OSOYOOS TIMES-December 1, 2010
School District 53’s board of trustees is faced with an unenviable task.
On the one hand, it is legally bound to keep the district’s budget balanced and not run a deficit.
On the other, it has to consider the needs of the district’s students and take into account how closing a school could affect a community.
It is not the board’s fault that enrolment is declining throughout the entire region.
Right now, there are 269 students at Osoyoos Secondary School, a facility built for 325.
That’s 83 per cent capacity.
In five years, that capacity rate is expected to drop to 64 per cent as the school’s 2015-2016 enrolment is projected at 209 students.
All but three of the district’s eight schools are predicted to have capacity rates below 70 per cent by the 2015-2016 school year, meaning large buildings that take a great deal of cash to heat, cool and maintain will have one-third of their space unoccupied.

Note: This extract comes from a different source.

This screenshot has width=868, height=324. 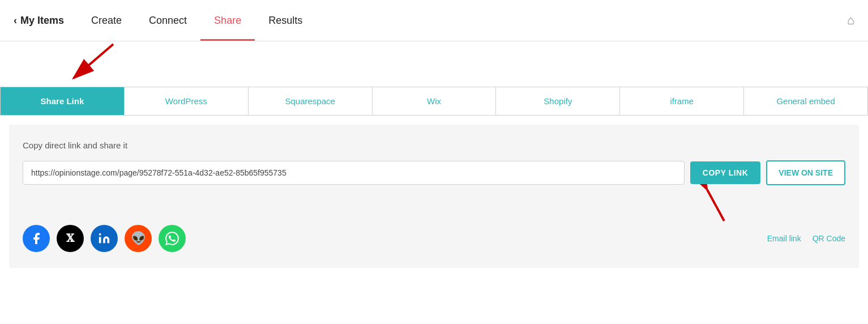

District Superintendent Juleen McElgunn told a group of roughly 25 members of the public who attended the board’s Nov. 24 meeting that the trustees and district staff have worked together to deal with rising operational costs and shrinking provincial funding by cutting as many small items out of the district’s budget.
She referred to the process as nibbling around the outside of a cookie.
But now, she told the board and the gathering, the board must take big bites from the centre of the cookie, otherwise the district will go into unmanageable debt.
Unfortunately, it would seem that a solution to this problem is the likely closure of a school in the region and the shuttering of Osoyoos Secondary makes the most sense since its closure would save the district more than $700,000.
Some of the people in attendance at the meeting said there are other options to fix the district’s financial woes that would be less harmful to local students and the Osoyoos community.
Hopefully they are right.
Regardless, the larger problem of communities in the South Okanagan having difficulties attracting and retaining young families with school-aged children has forced a serious dilemma upon the district and its board of trustees.
The best role for this community in this matter is to offer the board ideas and guidance about how to navigate through this challenge.
They have hard decisions to make down the road and if there is a way to make that bite out of the cookie smaller and more digestible, we can play a part in helping the board find it.